### What you need to do
As soon as the line containing "click on Services." appears, start repeating lines exactly and continue to the end of the entries; please skip pictures.

### Extracted records
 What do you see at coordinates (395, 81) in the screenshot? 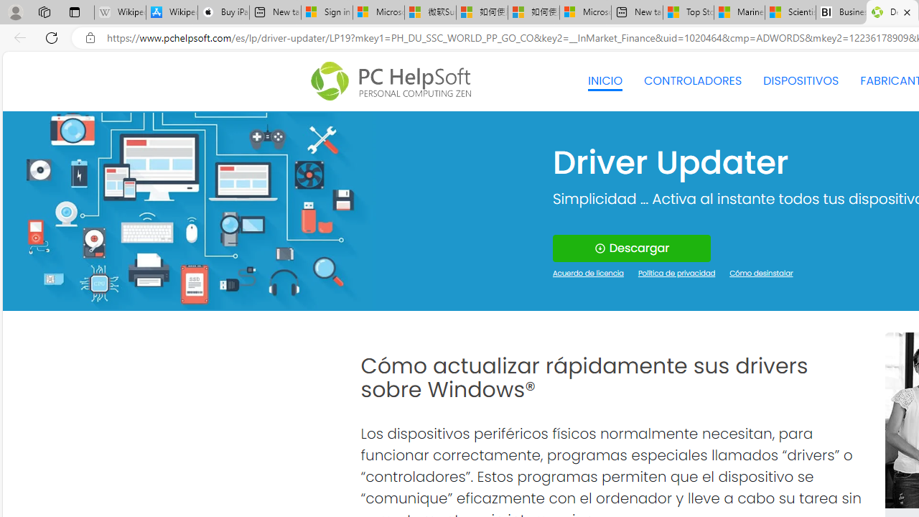
I see `Logo Personal Computing` at bounding box center [395, 81].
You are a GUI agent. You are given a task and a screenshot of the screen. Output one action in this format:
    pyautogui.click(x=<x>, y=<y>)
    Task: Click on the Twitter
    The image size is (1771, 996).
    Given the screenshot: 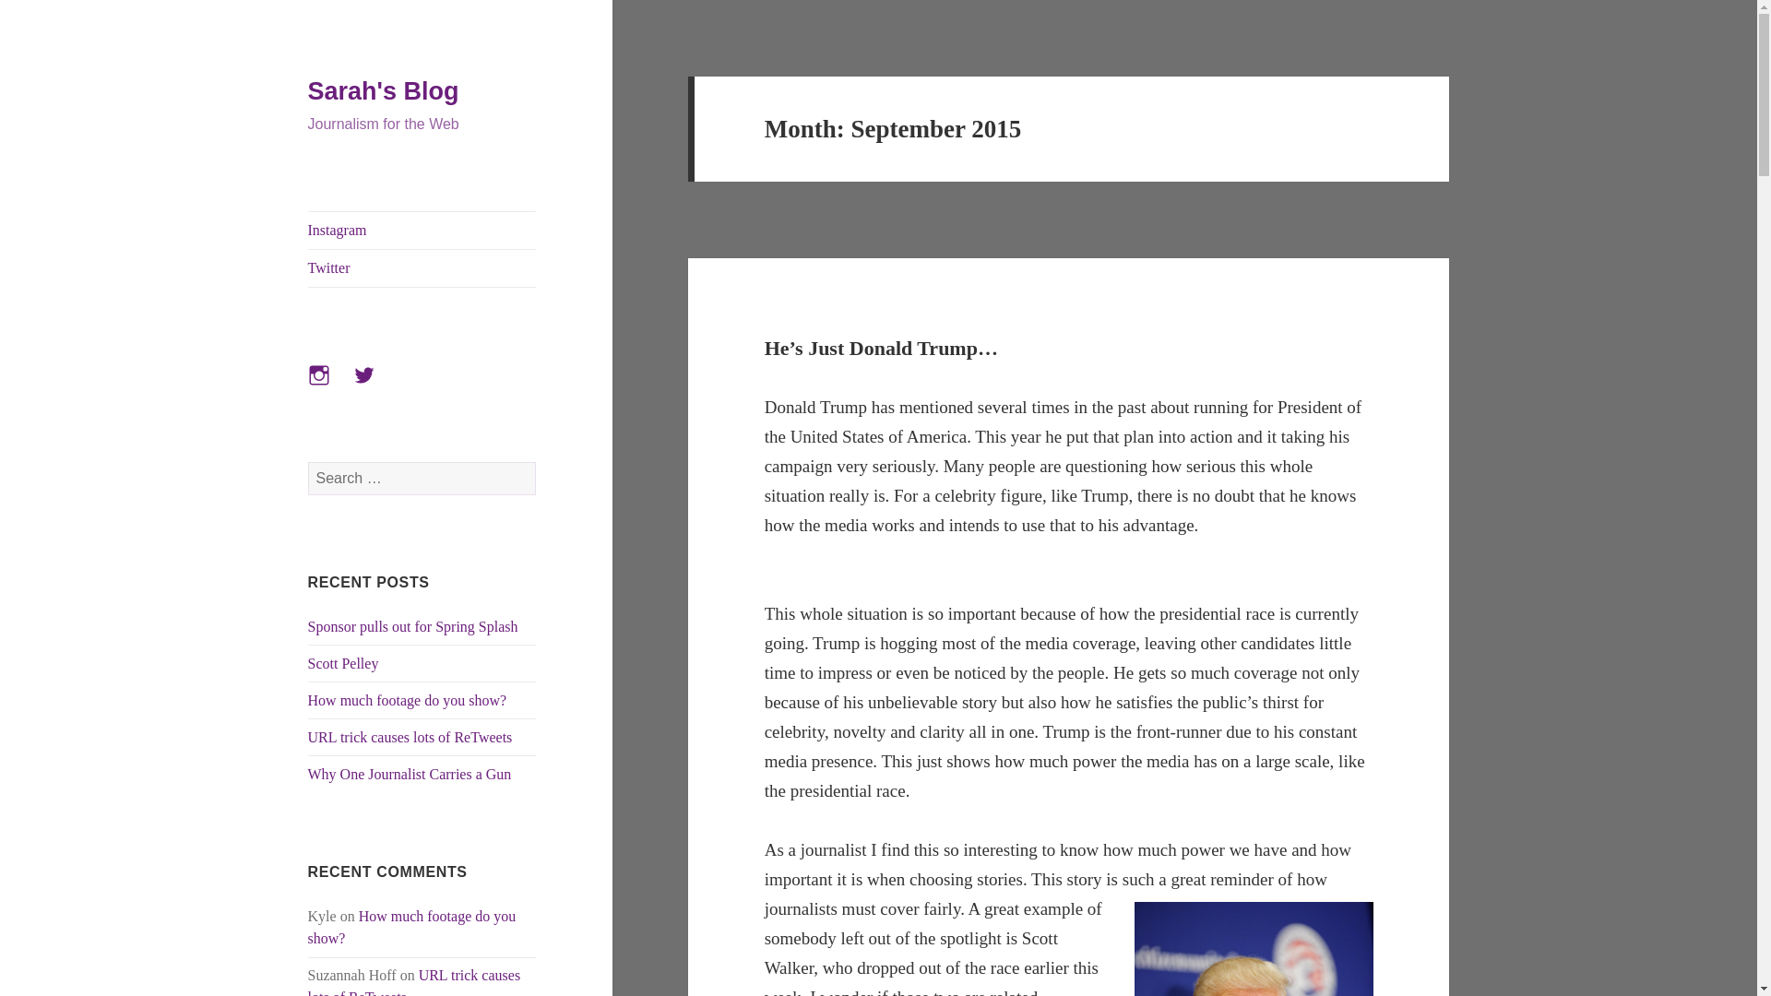 What is the action you would take?
    pyautogui.click(x=375, y=386)
    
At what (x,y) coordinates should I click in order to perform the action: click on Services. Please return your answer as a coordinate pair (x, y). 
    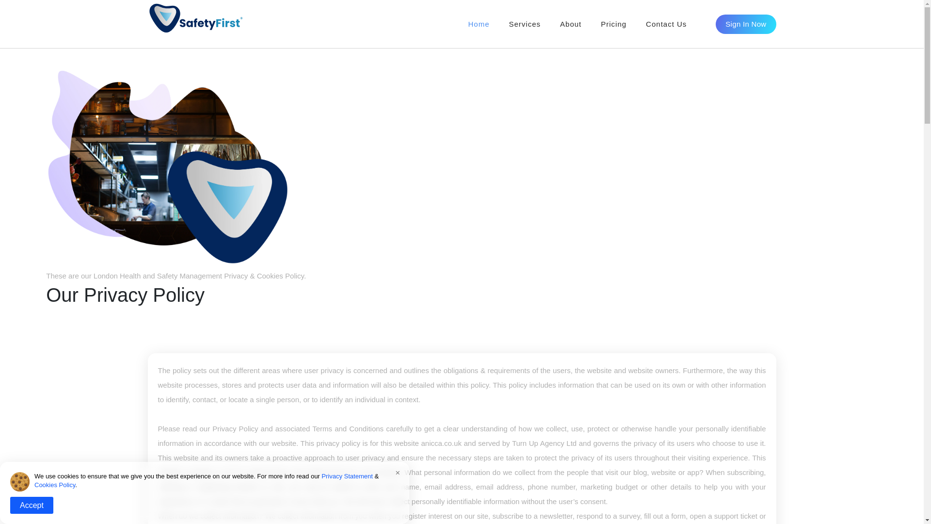
    Looking at the image, I should click on (525, 7).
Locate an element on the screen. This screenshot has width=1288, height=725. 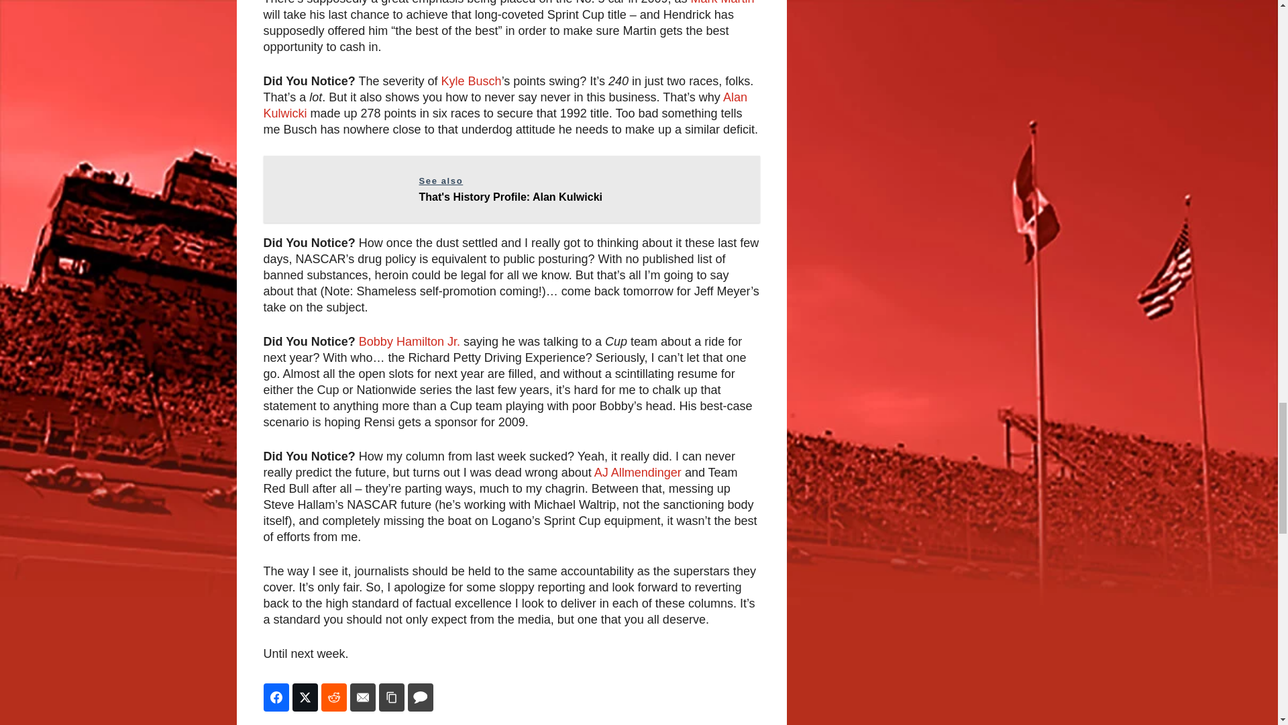
AJ Allmendinger is located at coordinates (363, 696).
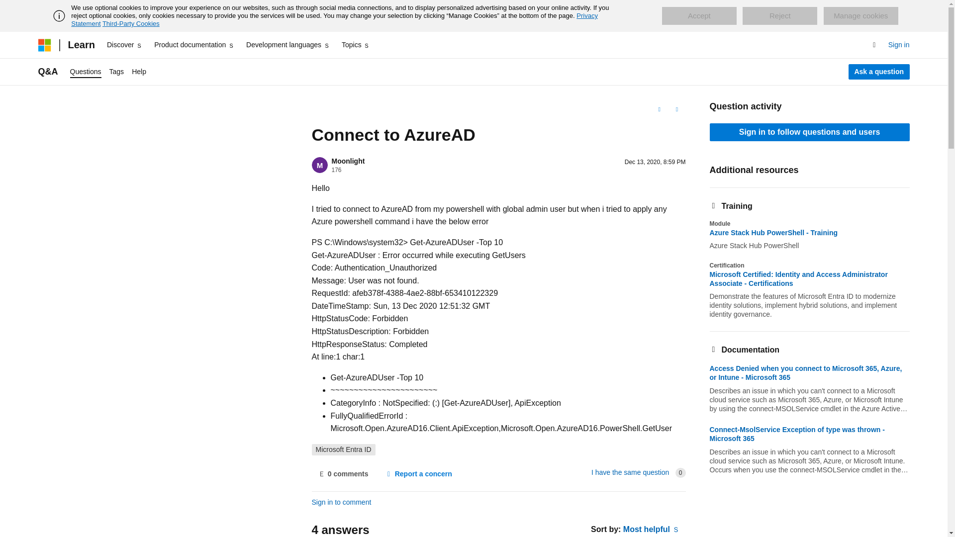 This screenshot has height=537, width=955. I want to click on Moonlight, so click(348, 161).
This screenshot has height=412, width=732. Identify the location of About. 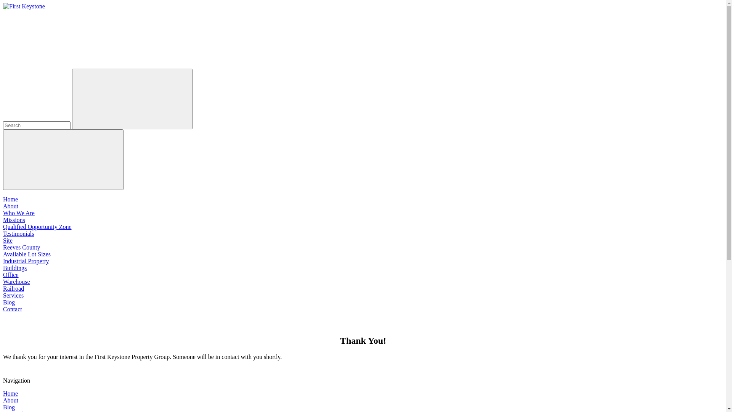
(11, 401).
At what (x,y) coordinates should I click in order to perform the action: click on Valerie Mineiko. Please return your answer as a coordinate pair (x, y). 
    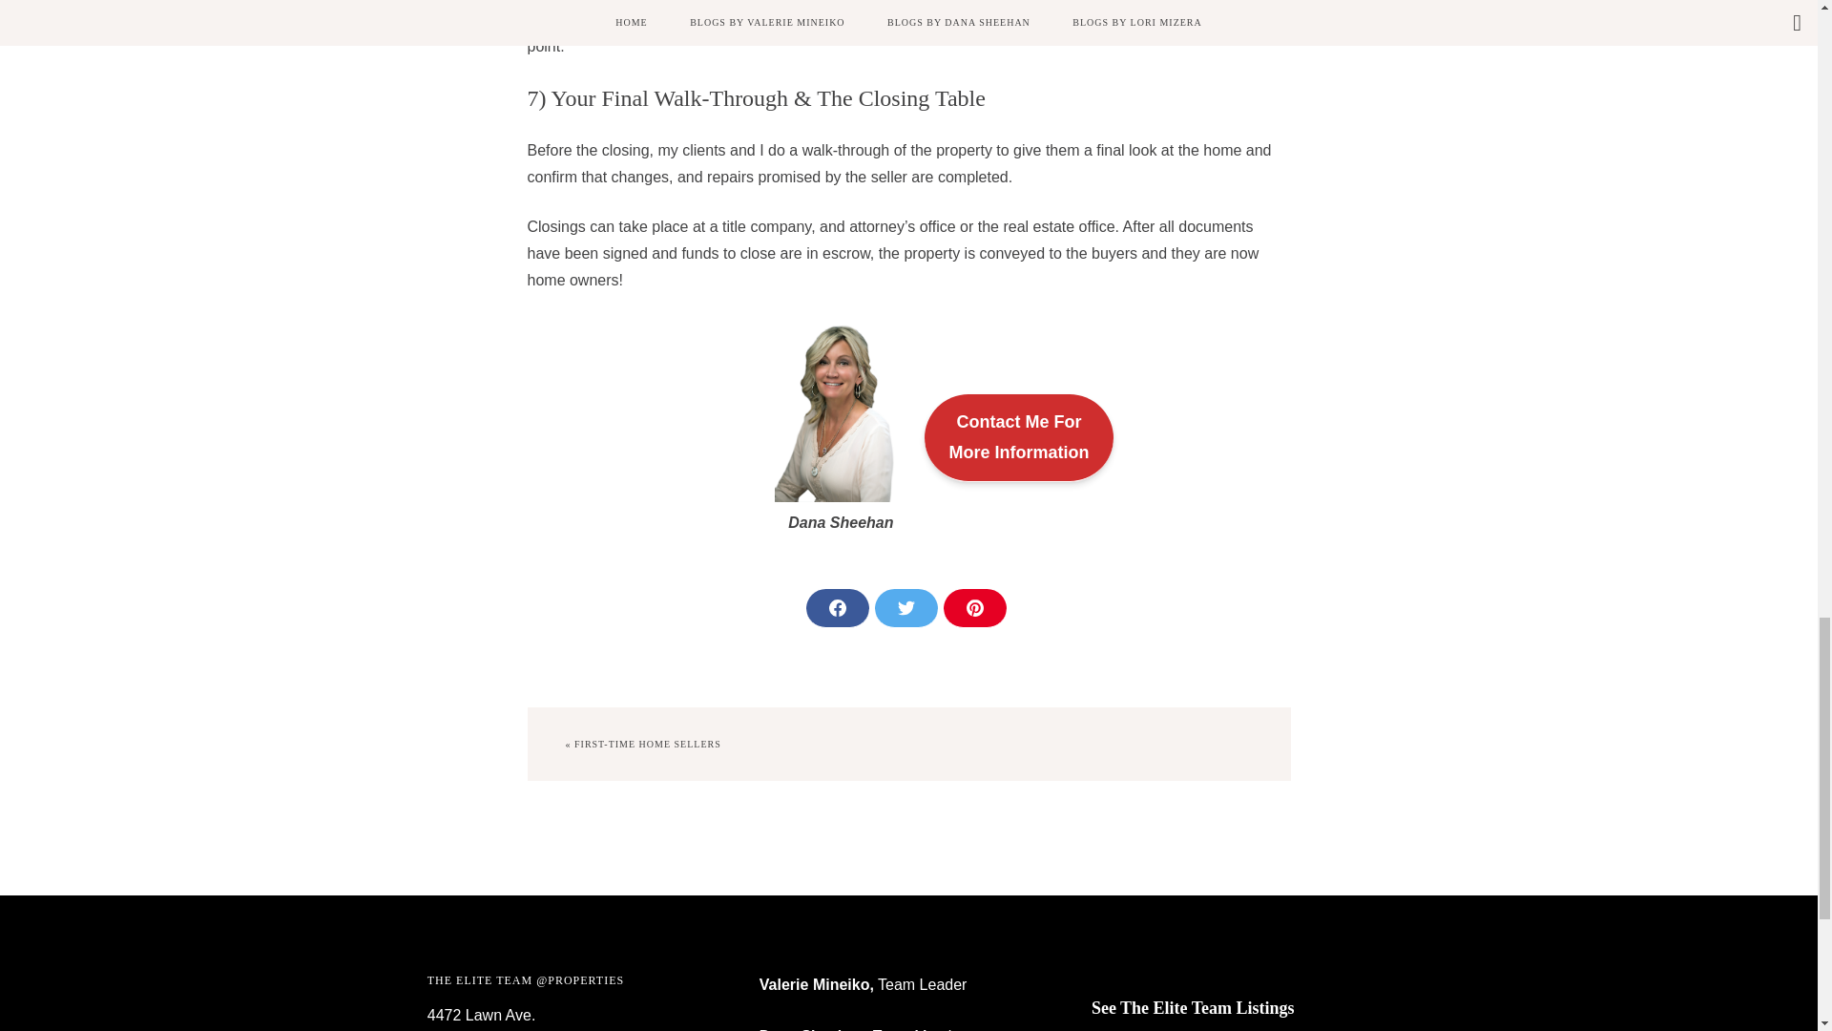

### Answer to this task
At what (x,y) coordinates should I click in order to perform the action: click on Services. Please return your answer as a coordinate pair (x, y). 
    Looking at the image, I should click on (525, 7).
Locate an element on the screen. This screenshot has width=1288, height=725. 
AJ Allmendinger is located at coordinates (363, 696).
 This screenshot has height=537, width=955. I want to click on Moonlight, so click(348, 161).
This screenshot has height=412, width=732. Identify the location of About. 
(11, 401).
At what (x,y) coordinates should I click in order to perform the action: click on Valerie Mineiko. Please return your answer as a coordinate pair (x, y). 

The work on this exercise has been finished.